Brockmann EN
Biography
1903, Brockmann was born in Cologne on 19 November, the son of the painter Hans Waldemar Brockmann.
After attending school and briefly studying architecture, he trained as a painter from 1920 to 1922.
1920 Encounter with Heinrich Hoerle, Anton Räderscheidt, Franz W. Seiwert. Hoerle becomes his friend and mentor.
1926 Moved to Düsseldorf and began studying at the Academy of Fine Arts (free and applied graphics)
1928 Master student of Heinrich Campendonk; Studio in the "Hungerturm".
1931 Member of the Düsseldorf section of the "ASSO". Draws with Otto Pankok; Campendonk arranges participation in an exhibition in New York.
1932 Completion of studies and start of a teaching assignment at the Academy; Election as a member of the board of directors of the "Rheinischen Sezession"; Marriage to the sculptor Marianne Reunert.
1933 Brockmann is banned from the academy and evades the persecution of the SA by fleeing to Berlin (place of residence of his parents-in-law)
1933-42 in Berlin. Manual work as a means of earning a living.
1942-45 War Service and American Prisoner of War
1945-52 in Hof an der Saale. Resumption of independent artistic activity.
1952 Relocation to Kiel and appointment as cultural advisor.
1955-1970 Teacher training at the Muthesius-Werkschule in Kiel; 1964 Culture Prize of the City of Kiel; 1975 Appointment as professor
1983 Gottfried Brockmann dies in Kiel on 9 July.
Exhibition
Gottfried Brockmann
und der magische Realismus
February 22 - March 22, 2024
In the 1920s, Gottfried Brockmann belonged to the artists' group Kölner Progressive around the painters Franz Wilhelm Seiwert and Heinrich Hoerle, whose common intention was to document the people and social structures of their time in pictures. Their basic question was the seriousness of life and art, as Hans Schmitt-Rost (publicist, 1901 Essen – 1978 Cologne) describes it: "Our life was by no means unrestrained, anarchic, amoral, rather thoughtful, modest, frugal, humane."
His work is characterized by a kind of realism that can be described as both naïve and magical at the same time, because the artist approaches the objects and figures with great sympathy and does not take away their magic, their enigma. Brockmann wittily plays with pictorial contradictions such as space and surface and the motivic irony against the background of a mostly constructed pictorial framework.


● Task item
Please write out the listing again, keeping every character the same.

● Material for the task
- Opening Delimiter -

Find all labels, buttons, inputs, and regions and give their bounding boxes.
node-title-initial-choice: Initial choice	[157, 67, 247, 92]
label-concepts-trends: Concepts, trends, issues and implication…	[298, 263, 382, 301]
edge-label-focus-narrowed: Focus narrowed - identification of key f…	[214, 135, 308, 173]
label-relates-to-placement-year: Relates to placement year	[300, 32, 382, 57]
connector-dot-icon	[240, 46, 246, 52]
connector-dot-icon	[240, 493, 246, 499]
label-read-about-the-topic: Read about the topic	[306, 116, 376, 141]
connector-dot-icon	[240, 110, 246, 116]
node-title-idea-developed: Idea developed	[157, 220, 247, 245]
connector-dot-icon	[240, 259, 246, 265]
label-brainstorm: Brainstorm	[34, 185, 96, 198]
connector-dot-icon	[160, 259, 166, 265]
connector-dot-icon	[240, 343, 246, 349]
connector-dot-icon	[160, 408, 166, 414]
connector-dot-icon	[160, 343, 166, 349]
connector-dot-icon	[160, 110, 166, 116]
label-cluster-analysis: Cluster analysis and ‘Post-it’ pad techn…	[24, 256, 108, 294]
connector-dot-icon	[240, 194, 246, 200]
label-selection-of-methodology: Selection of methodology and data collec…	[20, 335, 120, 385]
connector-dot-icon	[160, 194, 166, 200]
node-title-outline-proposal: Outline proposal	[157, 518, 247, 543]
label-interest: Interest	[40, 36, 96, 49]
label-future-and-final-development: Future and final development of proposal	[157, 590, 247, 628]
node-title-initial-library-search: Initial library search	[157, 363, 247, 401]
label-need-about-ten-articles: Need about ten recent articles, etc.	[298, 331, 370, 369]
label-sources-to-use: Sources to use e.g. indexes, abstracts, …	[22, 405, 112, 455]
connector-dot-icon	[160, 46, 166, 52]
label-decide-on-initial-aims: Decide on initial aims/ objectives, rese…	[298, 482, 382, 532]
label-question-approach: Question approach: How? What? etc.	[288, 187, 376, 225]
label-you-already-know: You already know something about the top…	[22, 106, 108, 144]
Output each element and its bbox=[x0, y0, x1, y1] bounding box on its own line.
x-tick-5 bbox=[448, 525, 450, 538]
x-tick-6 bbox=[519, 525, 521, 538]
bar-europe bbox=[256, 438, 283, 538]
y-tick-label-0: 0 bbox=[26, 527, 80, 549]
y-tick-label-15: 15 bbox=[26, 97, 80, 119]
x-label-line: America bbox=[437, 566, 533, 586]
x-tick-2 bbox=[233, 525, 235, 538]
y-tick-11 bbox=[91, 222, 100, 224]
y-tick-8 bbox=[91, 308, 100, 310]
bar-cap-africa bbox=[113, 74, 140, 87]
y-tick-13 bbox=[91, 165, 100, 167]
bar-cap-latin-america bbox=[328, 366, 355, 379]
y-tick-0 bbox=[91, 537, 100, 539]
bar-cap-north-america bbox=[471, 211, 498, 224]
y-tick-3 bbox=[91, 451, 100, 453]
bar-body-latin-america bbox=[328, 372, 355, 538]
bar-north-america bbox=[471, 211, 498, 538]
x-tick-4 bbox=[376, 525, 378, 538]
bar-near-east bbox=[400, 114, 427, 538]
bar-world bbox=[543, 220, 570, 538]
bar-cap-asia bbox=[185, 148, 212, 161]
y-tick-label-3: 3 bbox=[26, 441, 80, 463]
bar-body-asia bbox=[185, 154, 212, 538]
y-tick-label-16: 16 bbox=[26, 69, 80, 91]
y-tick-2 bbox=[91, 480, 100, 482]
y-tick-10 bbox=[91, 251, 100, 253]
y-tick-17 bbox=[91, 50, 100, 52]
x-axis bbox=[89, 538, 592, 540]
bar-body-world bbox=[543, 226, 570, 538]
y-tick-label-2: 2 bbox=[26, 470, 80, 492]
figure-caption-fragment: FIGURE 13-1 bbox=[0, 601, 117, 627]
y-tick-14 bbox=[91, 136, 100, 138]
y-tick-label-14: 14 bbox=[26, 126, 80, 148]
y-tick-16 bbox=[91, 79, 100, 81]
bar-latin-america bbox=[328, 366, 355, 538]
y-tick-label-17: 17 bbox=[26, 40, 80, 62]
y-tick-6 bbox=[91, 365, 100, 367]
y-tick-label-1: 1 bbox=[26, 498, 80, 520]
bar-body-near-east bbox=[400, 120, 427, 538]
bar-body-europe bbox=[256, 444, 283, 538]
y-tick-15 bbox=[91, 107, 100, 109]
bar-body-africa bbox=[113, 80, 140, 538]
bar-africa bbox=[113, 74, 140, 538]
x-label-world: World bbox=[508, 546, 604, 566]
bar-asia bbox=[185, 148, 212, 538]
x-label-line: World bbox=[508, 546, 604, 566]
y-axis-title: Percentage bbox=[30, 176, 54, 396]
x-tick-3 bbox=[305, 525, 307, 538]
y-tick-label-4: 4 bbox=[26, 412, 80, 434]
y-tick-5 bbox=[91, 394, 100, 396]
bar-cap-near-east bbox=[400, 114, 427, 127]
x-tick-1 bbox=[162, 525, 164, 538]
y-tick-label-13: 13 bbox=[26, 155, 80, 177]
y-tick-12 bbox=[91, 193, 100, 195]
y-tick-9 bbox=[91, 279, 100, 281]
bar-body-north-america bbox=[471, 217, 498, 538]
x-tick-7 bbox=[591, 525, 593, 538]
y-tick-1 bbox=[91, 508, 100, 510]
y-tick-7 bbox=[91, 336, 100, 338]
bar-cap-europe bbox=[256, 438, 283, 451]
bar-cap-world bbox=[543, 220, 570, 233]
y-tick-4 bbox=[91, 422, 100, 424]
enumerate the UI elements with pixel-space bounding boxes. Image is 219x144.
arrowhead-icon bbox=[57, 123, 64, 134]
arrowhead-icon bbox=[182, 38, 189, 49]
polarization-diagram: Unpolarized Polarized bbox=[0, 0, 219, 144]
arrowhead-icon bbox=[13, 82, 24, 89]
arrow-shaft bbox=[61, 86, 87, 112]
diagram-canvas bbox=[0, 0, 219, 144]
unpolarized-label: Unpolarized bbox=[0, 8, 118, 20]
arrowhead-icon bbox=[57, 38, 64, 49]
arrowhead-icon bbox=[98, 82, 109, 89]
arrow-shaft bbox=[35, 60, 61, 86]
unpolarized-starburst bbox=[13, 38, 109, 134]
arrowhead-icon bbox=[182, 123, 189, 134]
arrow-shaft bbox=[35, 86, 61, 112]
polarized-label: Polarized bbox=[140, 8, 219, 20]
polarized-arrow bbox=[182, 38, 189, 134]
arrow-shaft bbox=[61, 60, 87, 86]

- Closing Delimiter -

● Response to the task
Find all labels, buttons, inputs, and regions and give their bounding boxes.
node-title-initial-choice: Initial choice	[157, 67, 247, 92]
label-concepts-trends: Concepts, trends, issues and implication…	[298, 263, 382, 301]
edge-label-focus-narrowed: Focus narrowed - identification of key f…	[214, 135, 308, 173]
label-relates-to-placement-year: Relates to placement year	[300, 32, 382, 57]
connector-dot-icon	[240, 46, 246, 52]
connector-dot-icon	[240, 493, 246, 499]
label-read-about-the-topic: Read about the topic	[306, 116, 376, 141]
connector-dot-icon	[240, 110, 246, 116]
node-title-idea-developed: Idea developed	[157, 220, 247, 245]
connector-dot-icon	[240, 259, 246, 265]
label-brainstorm: Brainstorm	[34, 185, 96, 198]
connector-dot-icon	[160, 259, 166, 265]
connector-dot-icon	[240, 343, 246, 349]
connector-dot-icon	[160, 408, 166, 414]
connector-dot-icon	[160, 343, 166, 349]
connector-dot-icon	[160, 110, 166, 116]
label-cluster-analysis: Cluster analysis and ‘Post-it’ pad techn…	[24, 256, 108, 294]
connector-dot-icon	[240, 194, 246, 200]
label-selection-of-methodology: Selection of methodology and data collec…	[20, 335, 120, 385]
connector-dot-icon	[160, 194, 166, 200]
node-title-outline-proposal: Outline proposal	[157, 518, 247, 543]
label-interest: Interest	[40, 36, 96, 49]
label-future-and-final-development: Future and final development of proposal	[157, 590, 247, 628]
node-title-initial-library-search: Initial library search	[157, 363, 247, 401]
label-need-about-ten-articles: Need about ten recent articles, etc.	[298, 331, 370, 369]
label-sources-to-use: Sources to use e.g. indexes, abstracts, …	[22, 405, 112, 455]
connector-dot-icon	[160, 46, 166, 52]
label-decide-on-initial-aims: Decide on initial aims/ objectives, rese…	[298, 482, 382, 532]
label-question-approach: Question approach: How? What? etc.	[288, 187, 376, 225]
label-you-already-know: You already know something about the top…	[22, 106, 108, 144]
Output each element and its bbox=[x0, y0, x1, y1] bounding box on its own line.
x-tick-5 bbox=[448, 525, 450, 538]
x-tick-6 bbox=[519, 525, 521, 538]
bar-europe bbox=[256, 438, 283, 538]
y-tick-label-0: 0 bbox=[26, 527, 80, 549]
y-tick-label-15: 15 bbox=[26, 97, 80, 119]
x-label-line: America bbox=[437, 566, 533, 586]
x-tick-2 bbox=[233, 525, 235, 538]
y-tick-11 bbox=[91, 222, 100, 224]
y-tick-8 bbox=[91, 308, 100, 310]
bar-cap-africa bbox=[113, 74, 140, 87]
y-tick-13 bbox=[91, 165, 100, 167]
bar-cap-latin-america bbox=[328, 366, 355, 379]
y-tick-0 bbox=[91, 537, 100, 539]
bar-cap-north-america bbox=[471, 211, 498, 224]
y-tick-3 bbox=[91, 451, 100, 453]
bar-body-latin-america bbox=[328, 372, 355, 538]
bar-north-america bbox=[471, 211, 498, 538]
x-tick-4 bbox=[376, 525, 378, 538]
bar-near-east bbox=[400, 114, 427, 538]
bar-world bbox=[543, 220, 570, 538]
bar-cap-asia bbox=[185, 148, 212, 161]
y-tick-label-3: 3 bbox=[26, 441, 80, 463]
bar-body-asia bbox=[185, 154, 212, 538]
y-tick-label-16: 16 bbox=[26, 69, 80, 91]
y-tick-2 bbox=[91, 480, 100, 482]
y-tick-10 bbox=[91, 251, 100, 253]
y-tick-17 bbox=[91, 50, 100, 52]
x-axis bbox=[89, 538, 592, 540]
bar-body-world bbox=[543, 226, 570, 538]
y-tick-label-2: 2 bbox=[26, 470, 80, 492]
figure-caption-fragment: FIGURE 13-1 bbox=[0, 601, 117, 627]
y-tick-14 bbox=[91, 136, 100, 138]
y-tick-label-14: 14 bbox=[26, 126, 80, 148]
y-tick-16 bbox=[91, 79, 100, 81]
bar-latin-america bbox=[328, 366, 355, 538]
y-tick-label-17: 17 bbox=[26, 40, 80, 62]
y-tick-6 bbox=[91, 365, 100, 367]
y-tick-label-1: 1 bbox=[26, 498, 80, 520]
bar-body-near-east bbox=[400, 120, 427, 538]
bar-body-europe bbox=[256, 444, 283, 538]
y-tick-15 bbox=[91, 107, 100, 109]
bar-body-africa bbox=[113, 80, 140, 538]
bar-africa bbox=[113, 74, 140, 538]
x-label-world: World bbox=[508, 546, 604, 566]
bar-asia bbox=[185, 148, 212, 538]
x-label-line: World bbox=[508, 546, 604, 566]
y-axis-title: Percentage bbox=[30, 176, 54, 396]
x-tick-3 bbox=[305, 525, 307, 538]
y-tick-label-4: 4 bbox=[26, 412, 80, 434]
y-tick-5 bbox=[91, 394, 100, 396]
bar-cap-near-east bbox=[400, 114, 427, 127]
x-tick-1 bbox=[162, 525, 164, 538]
y-tick-label-13: 13 bbox=[26, 155, 80, 177]
y-tick-12 bbox=[91, 193, 100, 195]
y-tick-9 bbox=[91, 279, 100, 281]
bar-body-north-america bbox=[471, 217, 498, 538]
x-tick-7 bbox=[591, 525, 593, 538]
y-tick-1 bbox=[91, 508, 100, 510]
y-tick-7 bbox=[91, 336, 100, 338]
bar-cap-europe bbox=[256, 438, 283, 451]
bar-cap-world bbox=[543, 220, 570, 233]
y-tick-4 bbox=[91, 422, 100, 424]
enumerate the UI elements with pixel-space bounding boxes. Image is 219x144.
arrowhead-icon bbox=[57, 123, 64, 134]
arrowhead-icon bbox=[182, 38, 189, 49]
polarization-diagram: Unpolarized Polarized bbox=[0, 0, 219, 144]
arrowhead-icon bbox=[13, 82, 24, 89]
arrow-shaft bbox=[61, 86, 87, 112]
diagram-canvas bbox=[0, 0, 219, 144]
unpolarized-label: Unpolarized bbox=[0, 8, 118, 20]
arrowhead-icon bbox=[57, 38, 64, 49]
arrowhead-icon bbox=[98, 82, 109, 89]
arrow-shaft bbox=[35, 60, 61, 86]
unpolarized-starburst bbox=[13, 38, 109, 134]
arrowhead-icon bbox=[182, 123, 189, 134]
arrow-shaft bbox=[35, 86, 61, 112]
polarized-label: Polarized bbox=[140, 8, 219, 20]
polarized-arrow bbox=[182, 38, 189, 134]
arrow-shaft bbox=[61, 60, 87, 86]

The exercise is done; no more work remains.